Run Graph — DAG execution with node status

Above: run graph showing completed DAG nodes with status indicators.

The trace timeline shows the same run from a different angle — parallel execution visualized as overlapping time bars:

Trace Timeline — parallel execution visualization

5. Structured QA (not optional)

I ran 6 formal QA rounds with tracking:

Round Test Cases Tests Before → After Bugs Found
QA v1 65 486 → 664 2 (path traversal, infinite recursion)
QA v2 125 756 → 870 0
QA v3 46 1,158 → 1,204 0
E2E 31 1,204 → 1,235 0
QA v4-v6 200+ 1,235 → 2,393 0

Each round has a test plan (.md), execution tracking (.csv), and bug tracking with severity levels. The E2E tests use real subprocess.run("binex ...") — no mocks, real SQLite, real filesystem.

The two bugs from QA v1 were real security issues: BUG-001 was a path traversal in the artifact store (../../etc/passwd as artifact ID), BUG-002 was infinite recursion in lineage tracking with circular derived_from references. The QA skill generates test cases specifically targeting these patterns (boundary analysis, security edge cases). Without structured QA, these ship.

Three more critical bugs were caught by a separate architect review pass — an LLM-assisted code review after implementation, specifically looking for concurrency issues and data integrity problems. The specs didn't predict them. Defense in depth.

6. What Doesn't Work

The LLM will confidently write broken code. The worst: an async handler that looked correct but silently swallowed a database connection error under specific timing. Tests passed because mocks didn't reproduce the timing. Took three hours to find.

Context windows are real. Even with CLAUDE.md, you lose nuance as the codebase grows. I had to re-explain architectural decisions that were "obvious" to me. Aggressive documentation in the code itself is essential — not just the context file.

You can't evaluate what you don't understand. My background in automation infrastructure and QA is why I could catch the LLM's mistakes. Domain expertise isn't optional — it's the filter.

~15-20% needed manual rework. Complex React state management, async orchestration patterns — cases where the LLM couldn't reason about the full component tree or async execution order across modules.

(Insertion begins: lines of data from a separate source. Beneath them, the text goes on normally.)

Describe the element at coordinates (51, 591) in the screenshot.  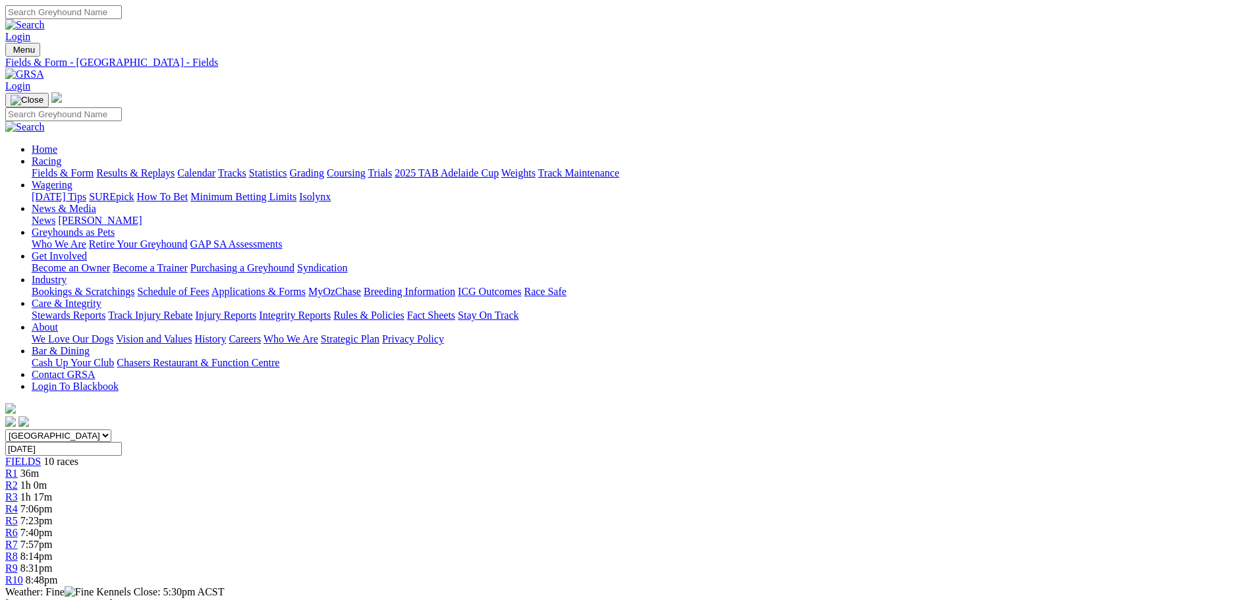
I see `span: Weather: Fine` at that location.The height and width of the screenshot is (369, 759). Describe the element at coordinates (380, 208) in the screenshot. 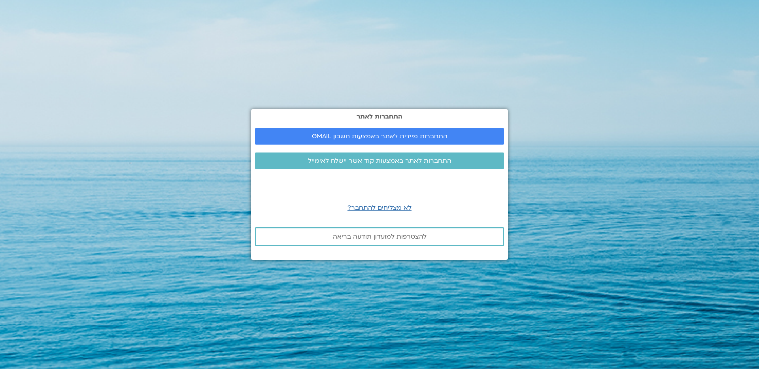

I see `a: לא מצליחים להתחבר?` at that location.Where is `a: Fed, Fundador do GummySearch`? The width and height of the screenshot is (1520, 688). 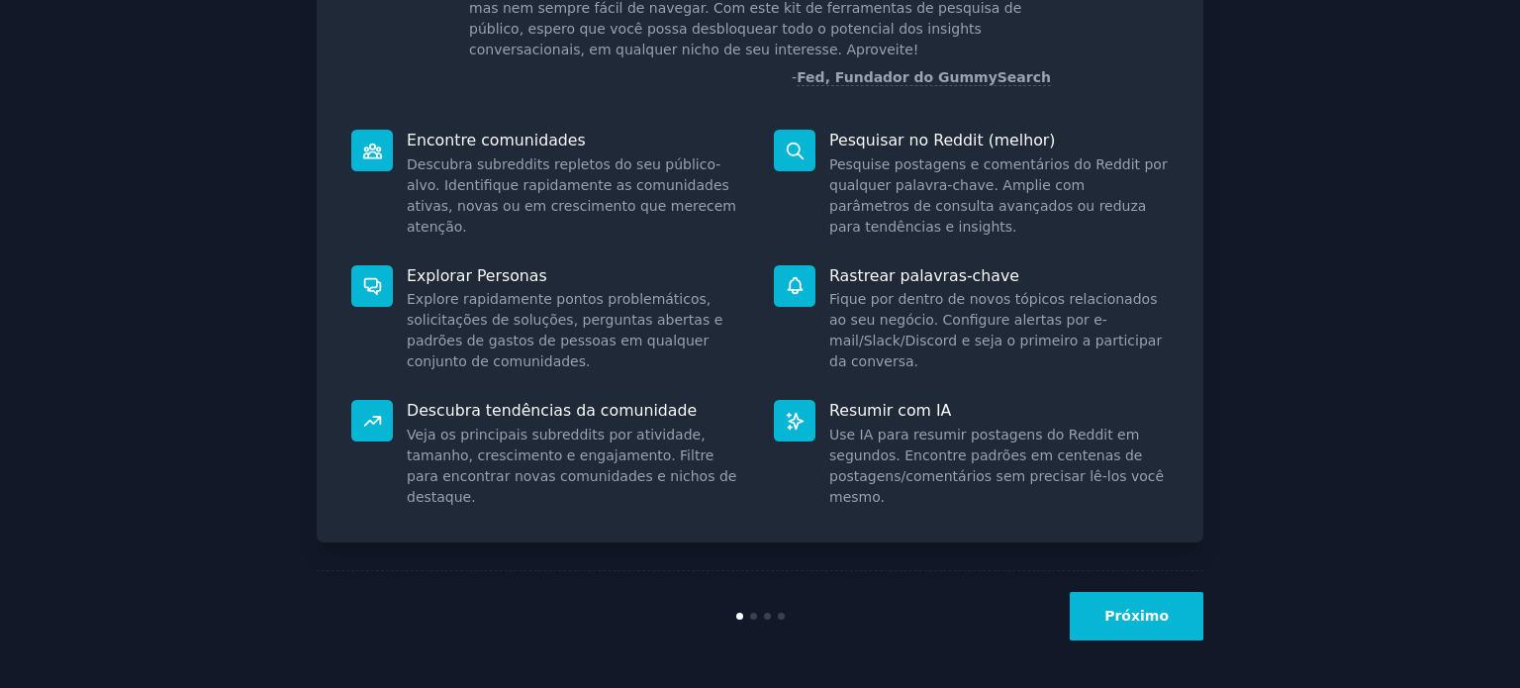 a: Fed, Fundador do GummySearch is located at coordinates (923, 77).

Specs can be wrong. Tests are your ground truth, not the spec.

Cost Dashboard — model breakdown, cost per node, trend

7. The Numbers

  • 10 days, ~6-8 hours/day (~60-80 total hours)
  • 298 commits, 16 features, 60 design docs, 200+ spec files
  • 2,393 tests, 96% line coverage (full src/binex/, no exclusions)
  • 169 source files, 192 test files
  • Total LLM cost: ~$30-40 (Claude API + some Gemini). The controlled approach cost less than that one chaotic $40 evening
  • Stack: Python 3.11+ / FastAPI / React 18 / TypeScript / Tailwind / shadcn/ui / React Flow / Monaco Editor / SQLite

Takeaways

  1. Spec first, code second. 60 design docs weren't overhead — they were the reason 16 features shipped cleanly
  2. Manage context aggressively. CLAUDE.md + memory system = institutional knowledge that persists across sessions
  3. Argue during planning. The LLM is a great sparring partner if you actually push back
  4. Use domain-specific tools. Skills, MCP servers, and parallel agents are the real multiplier — not "better prompts"
  5. Test everything. 6 QA rounds caught 5 real bugs including a security vulnerability. The LLM writes convincing code that might be wrong
  6. Know what good looks like. Domain expertise is the filter. Without it, you can't evaluate the output
  7. Stuck? Spawn a debate. Multiple agents with different perspectives reveal blind spots a single conversation won't. I built an "AI board of directors" — strategist, skeptic, architect, growth hacker, judge — for product decisions. Works for architecture too
  8. Agents are disposable, context is not. Spawn what you need, capture the output, shut it down

Ten days ago, I was staring at a terminal that told me nothing. Today, I have a tool that shows me everything — and it was built by the technology that created the problem in the first place.

The discipline is the differentiator.


Try Binex:

pip install binex && binex ui

Star on GitHub → · MIT License · No cloud required

Questions about the process? Open a GitHub Discussion or find me on Reddit.